Dance should be final stop for Buffs
Although it hasn’t arrived in the manner anyone would have preferred, it is a uniquely exciting time for Colorado Buffaloes fans.
Thanks to the COVID19 pandemic and the Pac-12 Conference’s delayed-then off-then on again approach to the football season, CU will kick off its season less than three weeks before the Buffs’ basketball teams do the same.
We’re already more than halfway through October, and still it will be another three weeks until the Karl Dorrell era begins against UCLA at Folsom Field. Yet with the football program facing a year of transition even in a best-case scenario this fall, and the women’s basketball team still attempting to set foundational traction under coach JR Payne, and with the Olympic sports programs facing a national asterisk season with some leagues competing right now and others (like the Buffs) waiting until January, there is only one CU program in position to make a splash nationally.
That would be coach Tad Boyle’s men’s basketball program.
Going into his 11th season with the Buffs — only Sox Walseth has coached more games at CU — there have been memorable seasons as well as disappointing ones. Yet perhaps none of those previous 10 seasons featured the swing of emotions authored by last season’s team, which
spent more time in the AP top 25 than any team in CU history but left a tremendously sour taste amongst fans and within the program with a season-ending fivegame losing streak.
That slide was magnified when the Buffs, still in line for an NCAA Tournament bid, were denied that opportunity when the coronavirus forced the cancellation of the tournament.

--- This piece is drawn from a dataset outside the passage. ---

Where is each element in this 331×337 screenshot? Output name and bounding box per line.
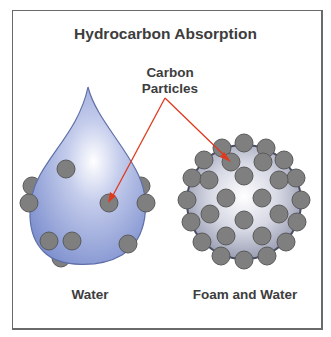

The quest for redemption began this week as the Buffs opened preseason workouts. When asked about his decade-long tenure this week, Boyle was somewhat wistful in his recollections but remained enthusiastic about the state of the program. Particularly the prospects of an overdue NCAA tourney run come March.
“Now that I’ve been here 10 years, going into year 11, I look back, there’s obviously been some things you’re really, really proud of. But I just feel like there’s so much unfinished business to do,” Boyle said. “We’ve only won one NCAA Tournament game. I look at it like we’ve been to five of them. I know technically we’ve only been to four.
“But I feel like there’s so much room for improvement, not just getting to the NCAA Tournament but advancing once we get there. That’s really the next step for the program and that’s something I’m focused on. I’d like that to start this year.
“But I also know that the foundation of this program moving forward… when I look at that freshman class out on the floor and I see the guys that are coming in next year, the foundation is set for the foreseeable future of a lot more hopefully tournaments, and deep runs in tournaments.”
To be clear, this is not a tourneyor-bust season for Boyle. In the cash-strapped, pandemic world of college athletics, the stability, general competitiveness, and relative affordability Boyle provides have become even greater assets. Never mind how this year’s freshman class, combined with the prospects set to arrive next season, has the Buffs on track to be competitive even after the Mckinley Wright Iv-led 2017 class finally filters through Boulder.
However, barring catastrophic injuries, falling short of an NCAA tourney bid would be as disappointing for this group as last year’s late-season swoon. Granted, Tyler Bey is gone and likely to hear his name in next month’s NBA draft. Yet Wright remains one of the top point guards in college basketball while still having room for improvement. Evan Battey should be able to pick up some of Bey’s scoring and rebounding void as the new primary option in the post.
Dallas Walton is another year removed from his latest ACL surgery, and senior D’shawn Schwartz has something to prove after a rough finish to what otherwise was a strong season.
Moreover, the Buffs should be deeper than ever. In a normal year, CU’S four true freshmen — Dominique Clifford, Luke O’brien, Jabari Walker, and Tristan da Silva — would have to battle for minutes in a rotation that might be eight-deep without them. Strictly from a numbers standpoint, one or more might have been forced into a redshirt situation.
\Yet thanks to the eligibility relief approved by the NCAA this week for winter sports athletes, Boyle can use any of them at his discretion without burning an entire year of eligibility.
Get excited for that Nov. 7 football kickoff. I am.
But for Buffs fans wanting to see one of their teams compete for national attention, that date to circle is Nov. 25 when CU opens its 2020-21 slate against South Dakota State.